Relative to other affluent countries, the United States devotes disproportionate resources to health care with disappointing results. Complex insurance rules and distorted market signals create massive inefficiencies, frustrated patients, and providers burdened by excessive paperwork.
Hospitals are usually founts of information, revealing how many people they serve, how many are treated for what disease, their positive impact on the community, etc. But there’s one data point that hospitals are understandably reticent to share – how many patients picked up an infection inside the institution and subsequently died.
To make sure that patients can find out that information – and any other data they need to determine the effectiveness, safety, and quality of a hospital, Israeli entrepreneur Moni Milchman developed ArchimedicX, the world’s first search engine for information about hospitals.
Researchers around the world have explored the ties between the immune system and devastating neurodegenerative diseases such as Alzheimer’s.

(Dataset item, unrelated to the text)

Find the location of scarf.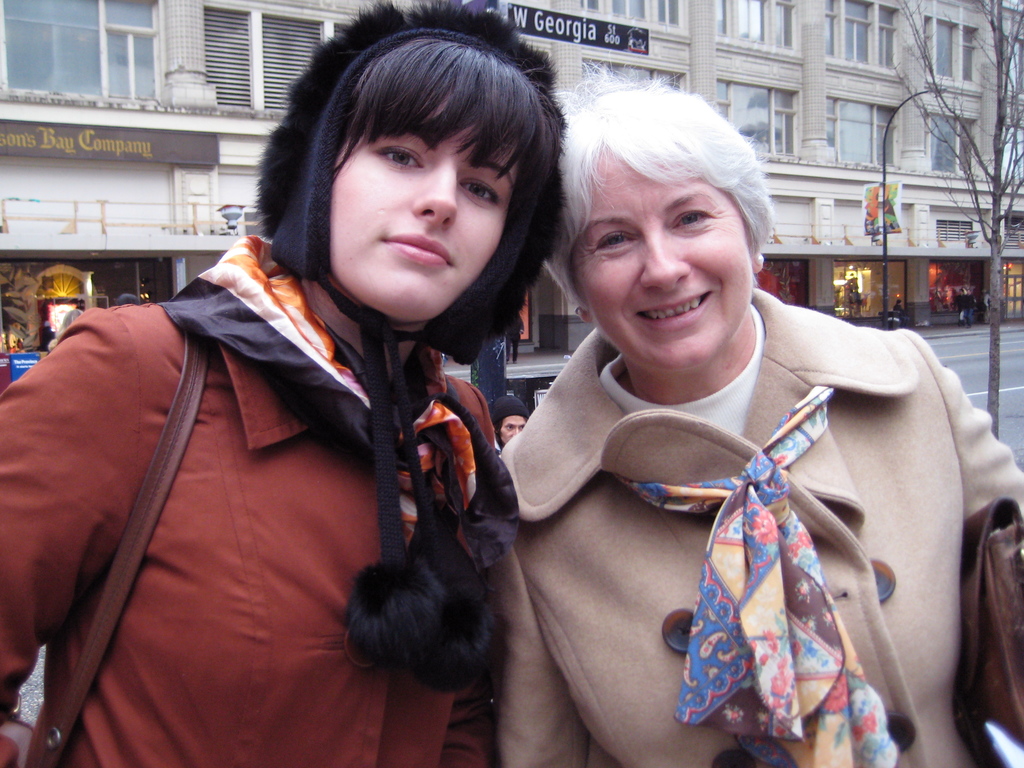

San Francisco biotech Alector wants to exploit those ties to make drugs, and today it announced $32 million in venture funding—with another round likely coming by year’s end—to continue that work.
Qualcomm (NASDAQ: QCOM) said its Qualcomm Life subsidiary has acquired Capsule Technologie, an Andover, MA-based healthtech systems company with more than 1,900 hospital customers in 38 countries. Financial terms of the deal were not disclosed.
El 80% del gasto sanitario en España se dedica a atender las enfermedades crónicas: cardiovasculares, diabetes, cáncer, dolencias psiquiátricas, pulmonares... La mitad de la población, es decir, más de 20 millones de personas, sufre al menos una enfermedad crónica. Y, pasados los 65 años, tienen de media cuatro.
The importance of data in delivering efficient, effective health care has long been obvious—and has never been greater. The increased focus on value-based care is shifting financial incentives to a model in which providers are compensated based on how their patients fare, rather than by the number of tests, visits, or procedures performed. This means that providers, patients, and everyone in between are more eager than ever to measure patient outcomes in order to determine what works and who gets paid.
In June Vivek Ramaswamy, a 29-year-old former hedge fund partner, canceled his honeymoon plans to hike in the French and Swiss Alps. He instead brought his new bride to stand beside him as he rang the bell of the New York Stock Exchange to launch the biggest initial public offering in the history of the American biotechnology industry. What could be more romantic than a few hundred million in paper gains in a single day?
Sanifit (Mallorca), fundada en 2004, es una compañía biofarmacéutica dedicada al desarrollo de productos para el tratamiento de enfermedades relacionadas con calcificaciones patológicas, una enfermedad rara para la cual no existe actualmente un tratamiento eficaz.
Beds, which have more or less remained unchanged for thousands of years, are getting a smart upgrade.
Israeli medical device and Internet of Things start-up EarlySense is introducing this week its “smart bed” solution that records data on how an individual is sleeping, how often they toss, turn, wake up, and fall back asleep, breathing and heart rates, and more.
The myEarlySense monitor integrates with other smart systems. It can turn heaters on and off when a user is under the covers, turn on the automatic coffee machine and brew a cup of coffee a few minutes before the alarm goes off, and turn off the home alarm when an individual gets out of bed.
When GlaxoSmithKline started up a venture fund a few years to invest in electronic medicines—treatments that use electrical impulses, rather than manmade chemicals or protein drugs, to impact disease—a startup called SetPoint Medical was its first investment. A few years later, with SetPoint nearing a key clinical trial, the British drugmaker has deepened its ties with the Valencia, CA-based startup.